Maryland taxes real-estate capital gains as ordinary income at 2%–5.75% state, plus the local county tax (Montgomery County: 3.2%). Federal long-term capital gains are an additional 0%, 15%, or 20%, plus NIIT (3.8%) for higher-income filers. Combined effective rate on a large taxable gain in Montgomery County typically lands at ~27.75%–32.75%.
Do I pay Maryland capital gains tax on the sale of my primary home?
Usually no. Maryland conforms to the federal Section 121 exclusion — $250,000 single / $500,000 married — and any excluded gain is also excluded from Maryland tax. You only owe Maryland (and federal) tax on the portion of the gain that exceeds the exclusion.
Is there a Maryland capital gains tax calculator I can use?
The five-step calculator above is the same math the IRS Schedule D and Maryland Form 502 use. For an actual filing, your CPA will run it on the official forms with your specific income, depreciation, and Maryland subtraction modifications. Online "capital gains calculators" tend to skip the Maryland county layer and the Section 121 exclusion — recommend verifying against the worked examples above.

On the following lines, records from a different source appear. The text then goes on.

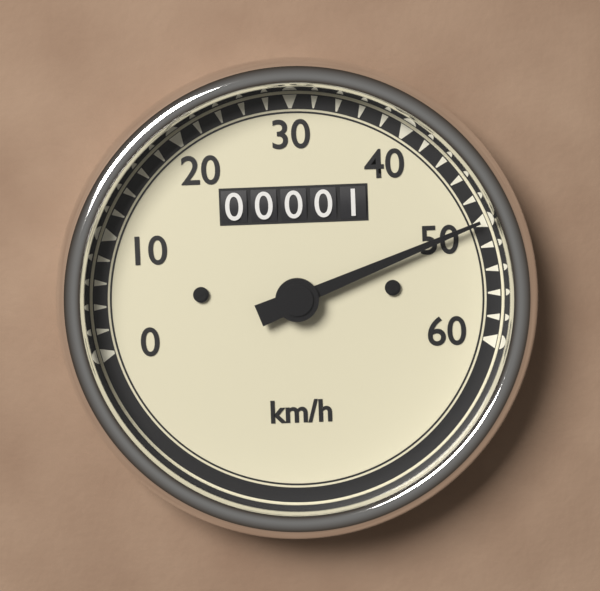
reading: 50 km/h
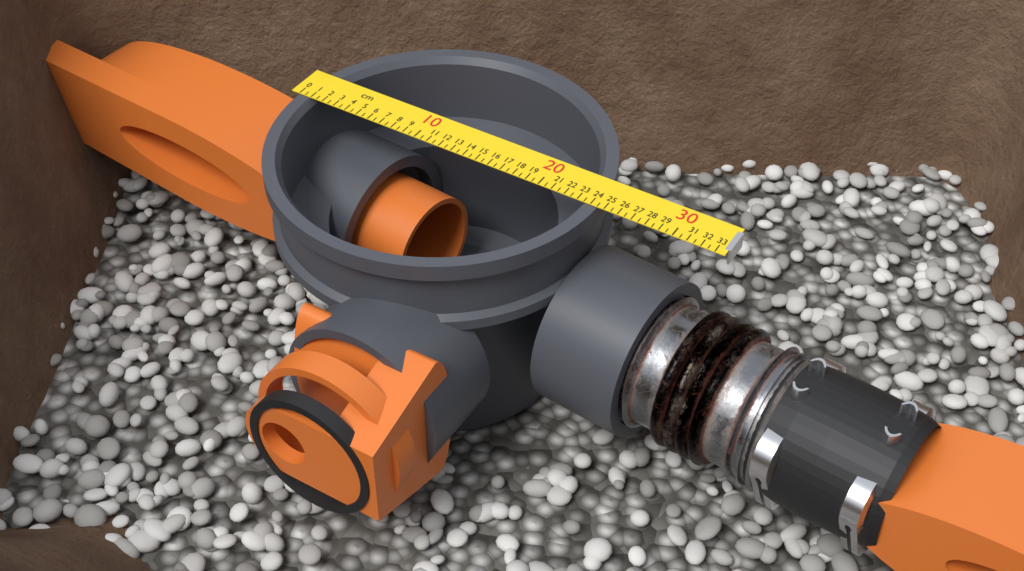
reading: 24.5 cm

What is the long-term capital gains tax rate in Maryland?
Maryland does not distinguish long-term from short-term — both are taxed as ordinary income at 2%–5.75% state + county rate. The distinction matters federally: long-term gets the preferential 0%/15%/20% federal rate, short-term gets the ordinary 10%–37% federal rate.
What is the short-term capital gains tax in Maryland?

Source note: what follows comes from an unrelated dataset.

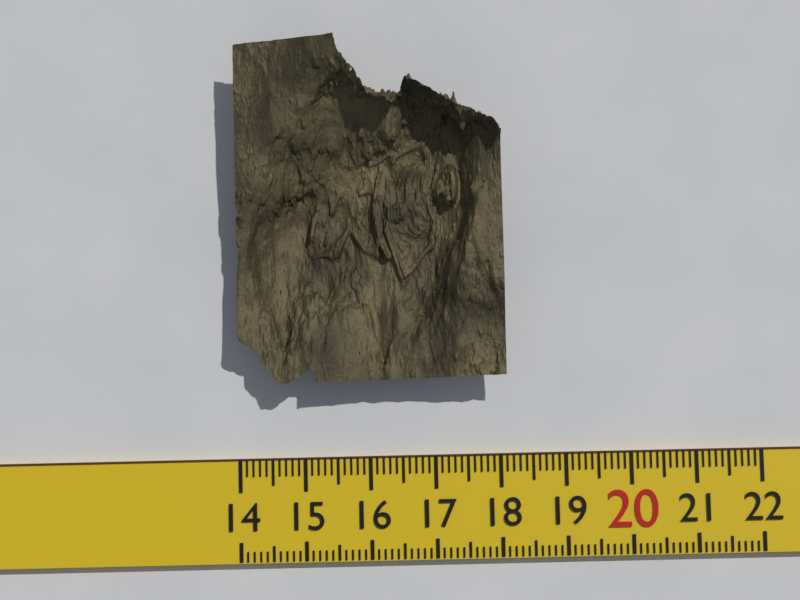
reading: 18.1 (no unit)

Same Maryland rate as long-term (ordinary income, 2%–5.75% + county). Federally, short-term gains pay your ordinary federal income rate — typically 24%–32% for Montgomery County dual-earner households, vs the 15% long-term rate. Holding for one year and one day saves materially on federal tax.
Are real-estate capital gains taxed differently from stock gains in Maryland?
At the Maryland and county level, no — both are taxed as ordinary income. Federally, both qualify for the preferential long-term rate. The key real-estate-specific provisions are the Section 121 primary-residence exclusion ($250K/$500K), depreciation recapture for rentals (25% federal), and 1031 exchanges for investment property (deferral only, not exclusion).
How does the Net Investment Income Tax (NIIT) affect a Maryland home sale?
NIIT adds 3.8% federal on top of the capital gains rate for filers with modified adjusted gross income (MAGI) above $200K single / $250K MFJ. It applies only to the taxable portion of the gain — anything excluded under Section 121 is also excluded from NIIT. Most Montgomery County sellers with a fully-excluded primary-residence gain pay $0 NIIT regardless of their MAGI.
The Bottom Line
For a typical Maryland primary-residence sale, the Section 121 exclusion ($250K single / $500K married) leaves most sellers owing zero capital gains tax — federal, state, and county. The math above only starts mattering when:
- Your gain exceeds the exclusion (high-equity owners selling appreciated MoCo homes), or
- You're selling an investment property (no Section 121), or
- You've converted a primary residence to a rental (partial exclusion + depreciation recapture)
In those situations, the combined federal-plus-Maryland-plus-Montgomery-County effective rate is roughly 27.75%–32.75% on the taxable portion of the gain. That's significant money worth calculating with a CPA before you list.
If you'd like a frank read on your specific situation — comp-based value, net proceeds, exclusion-eligibility check, and a referral to a CPA who specializes in Maryland real estate tax — that's the conversation worth having before you sign a listing agreement.